Children with learning disabilities may chronically underperform academically because of their neurologically based learning differences.
On the other hand, acute academic decline in a child who previously was performing well may indicate onset of a physical condition or an acute stressor (bullying, ostracization, change in teachers or schools, family concerns, death of a close friend or relative, substance use, etc.).
Alternatively, behavioral or emotional challenges may present concerns before the neurodevelopmental disability that is causing the academic problem is discovered.
Challenging behaviors may include hyperactivity, inattention, anxiety, irritability, sadness, aggression, oppositionality and/or social isolation.

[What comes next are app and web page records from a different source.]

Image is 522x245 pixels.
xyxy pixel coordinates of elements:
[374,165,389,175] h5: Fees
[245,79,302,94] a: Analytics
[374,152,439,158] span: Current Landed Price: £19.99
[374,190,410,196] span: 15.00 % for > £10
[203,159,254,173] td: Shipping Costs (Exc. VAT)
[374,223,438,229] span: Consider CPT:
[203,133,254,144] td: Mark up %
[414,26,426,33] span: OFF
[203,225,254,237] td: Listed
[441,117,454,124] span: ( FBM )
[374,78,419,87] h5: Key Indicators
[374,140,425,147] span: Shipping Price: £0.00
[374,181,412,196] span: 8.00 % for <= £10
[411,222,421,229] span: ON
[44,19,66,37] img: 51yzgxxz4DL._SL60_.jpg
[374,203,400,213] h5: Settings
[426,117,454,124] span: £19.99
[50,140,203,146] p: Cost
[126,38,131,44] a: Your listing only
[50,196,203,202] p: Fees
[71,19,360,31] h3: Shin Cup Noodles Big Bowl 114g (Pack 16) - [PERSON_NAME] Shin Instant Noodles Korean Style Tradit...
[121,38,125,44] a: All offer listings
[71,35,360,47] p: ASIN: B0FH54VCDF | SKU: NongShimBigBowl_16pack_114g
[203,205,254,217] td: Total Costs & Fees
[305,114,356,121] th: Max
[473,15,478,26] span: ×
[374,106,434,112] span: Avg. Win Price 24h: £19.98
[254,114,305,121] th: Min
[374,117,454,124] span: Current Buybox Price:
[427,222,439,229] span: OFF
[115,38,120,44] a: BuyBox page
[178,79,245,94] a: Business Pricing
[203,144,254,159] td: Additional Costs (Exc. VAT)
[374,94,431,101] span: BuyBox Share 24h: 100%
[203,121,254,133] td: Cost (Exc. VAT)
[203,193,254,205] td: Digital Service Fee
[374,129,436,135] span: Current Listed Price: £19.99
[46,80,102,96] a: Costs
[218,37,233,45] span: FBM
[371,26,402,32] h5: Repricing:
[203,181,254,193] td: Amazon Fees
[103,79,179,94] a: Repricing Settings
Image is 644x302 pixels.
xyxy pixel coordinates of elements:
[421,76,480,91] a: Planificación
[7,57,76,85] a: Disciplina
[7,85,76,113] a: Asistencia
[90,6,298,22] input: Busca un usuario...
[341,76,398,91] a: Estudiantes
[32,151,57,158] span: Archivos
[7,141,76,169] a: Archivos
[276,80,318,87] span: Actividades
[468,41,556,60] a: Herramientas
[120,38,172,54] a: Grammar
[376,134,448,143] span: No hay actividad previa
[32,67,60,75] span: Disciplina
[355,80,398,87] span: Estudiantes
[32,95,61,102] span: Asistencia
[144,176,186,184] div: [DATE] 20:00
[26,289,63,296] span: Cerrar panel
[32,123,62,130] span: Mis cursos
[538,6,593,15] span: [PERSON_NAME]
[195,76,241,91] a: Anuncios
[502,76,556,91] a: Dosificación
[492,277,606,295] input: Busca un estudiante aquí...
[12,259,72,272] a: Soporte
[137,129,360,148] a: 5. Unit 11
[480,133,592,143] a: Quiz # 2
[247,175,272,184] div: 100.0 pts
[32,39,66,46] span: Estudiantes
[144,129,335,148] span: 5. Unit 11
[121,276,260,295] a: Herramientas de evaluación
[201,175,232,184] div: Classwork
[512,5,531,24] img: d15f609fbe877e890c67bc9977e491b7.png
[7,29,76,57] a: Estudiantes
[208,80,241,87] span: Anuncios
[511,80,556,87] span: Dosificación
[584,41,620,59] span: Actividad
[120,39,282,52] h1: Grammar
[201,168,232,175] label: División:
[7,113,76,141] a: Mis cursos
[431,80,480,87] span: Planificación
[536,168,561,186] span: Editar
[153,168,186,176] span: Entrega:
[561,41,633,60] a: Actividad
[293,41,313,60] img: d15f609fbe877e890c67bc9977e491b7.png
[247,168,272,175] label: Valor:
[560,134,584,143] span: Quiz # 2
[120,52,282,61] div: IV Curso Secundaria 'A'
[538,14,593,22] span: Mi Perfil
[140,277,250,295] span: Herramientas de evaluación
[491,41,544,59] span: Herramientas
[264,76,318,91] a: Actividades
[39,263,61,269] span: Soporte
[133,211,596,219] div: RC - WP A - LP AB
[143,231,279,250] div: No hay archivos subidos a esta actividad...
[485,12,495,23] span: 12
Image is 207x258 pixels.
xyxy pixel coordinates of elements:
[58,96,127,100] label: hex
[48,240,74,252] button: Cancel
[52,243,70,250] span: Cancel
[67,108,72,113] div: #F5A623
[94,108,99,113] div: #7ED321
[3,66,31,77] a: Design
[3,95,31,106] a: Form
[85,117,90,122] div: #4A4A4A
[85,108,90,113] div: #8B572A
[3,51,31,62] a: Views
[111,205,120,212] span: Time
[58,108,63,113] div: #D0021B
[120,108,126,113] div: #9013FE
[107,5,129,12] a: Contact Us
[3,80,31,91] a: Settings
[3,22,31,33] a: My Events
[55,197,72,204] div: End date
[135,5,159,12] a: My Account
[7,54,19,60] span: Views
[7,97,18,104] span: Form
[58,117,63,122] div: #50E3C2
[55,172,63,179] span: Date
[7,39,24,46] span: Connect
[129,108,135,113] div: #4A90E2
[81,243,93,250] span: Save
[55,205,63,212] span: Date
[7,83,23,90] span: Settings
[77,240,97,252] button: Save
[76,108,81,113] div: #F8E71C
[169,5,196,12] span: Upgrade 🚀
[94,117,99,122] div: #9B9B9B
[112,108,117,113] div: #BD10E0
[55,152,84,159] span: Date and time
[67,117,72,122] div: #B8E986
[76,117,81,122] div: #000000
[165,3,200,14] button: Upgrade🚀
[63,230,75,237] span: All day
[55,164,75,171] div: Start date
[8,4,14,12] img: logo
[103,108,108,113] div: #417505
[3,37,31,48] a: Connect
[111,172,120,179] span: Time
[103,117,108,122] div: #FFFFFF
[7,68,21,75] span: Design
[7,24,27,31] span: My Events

The childrens’ book “Shark School” was part of summer reading kits offered to 1,300 area children in 2020. (Mark Weber/The Daily Memphian file)
A child who displays oppositional behavior only at school but is compliant at home, where parents are not placing academic demands, may have an undiagnosed learning disability. Another child might behave well in the classroom but decompensate emotionally or behaviorally at home while completing homework.
Other factors that explain reading difficulties:
- The parental level of education below a bachelor’s degree, little or no shared reading at home, food insecurity, family history, medical risk factors and fair or poor parental health.
- Inadequate sleep duration and quality. Growing evidence reveals that average sleep time per night for children has gradually been decreasing over the recent decades.
- Social history, including household composition and adequacy of housing, family income sources and adequacy, transportation, food security, social network and/or degree of social support, and interpersonal violence or personal trauma history, can help to identify social determinants of health and well-being that may contribute to academic problems.
Children with a history of adversity and/or trauma (poverty, homelessness, abuse, neglect, parental mental health issues, etc.) deserve special consideration, educators say.
Sometimes their historical or ongoing emotional trauma and anxiety may be interfering with learning. In other cases, children with these histories may also have specific learning issues related to the impact of trauma on the developing brain.
Children in foster care or kinship care or children who have had involvement with child welfare not only have experienced trauma but also have possibly had multiple school changes. Each school change can essentially result in a loss of four months of academic skills.
AAP says children experiencing one or more of these factors may need the help of child psychologists or psychiatrists, neurologists or neuropsychologists, speech or language pathologists, occupational therapists, or physical therapists, or developmental-behavioral pediatricians.
Educators say third graders in Tennessee who flunk the annual TNReady reading test may need more help than a summer reading camp, an after-school tutor, or another year of third grade.
“It’s a misguided approach, but we’re going to throw millions and millions of dollars at that,” Mike Winstead, director of schools in Maryville., said when the state toughened its third-grade retention law in 2021. “We just need to scale it down, laser it to the kids who need the help, back here at the 20th and 30th percentile, who are not on track to be successful in life. Put the money there, and we’ll see some growth there.”
Read the full series:
New reading retention law goes into effect this month
Suburban superintendents wary of retention law
Here’s why some children struggle to read
Learning from the Mississippi Miracle
How the new retention law overlooks children with learning disabilities
Keeping score isn’t as easy as A, B, C
Topics
third grade retention third graders National Assessment of Educational Progress NAEP TNReady No Child Left Behind ADHDDavid Waters
David Waters is Distinguished Journalist in Residence and assistant director of the Institute for Public Service Reporting at the University of Memphis.
Want to comment on our stories or respond to others? Join the conversation by subscribing now. Only paid subscribers can add their thoughts or upvote/downvote comments. Our commenting policy can be viewed here.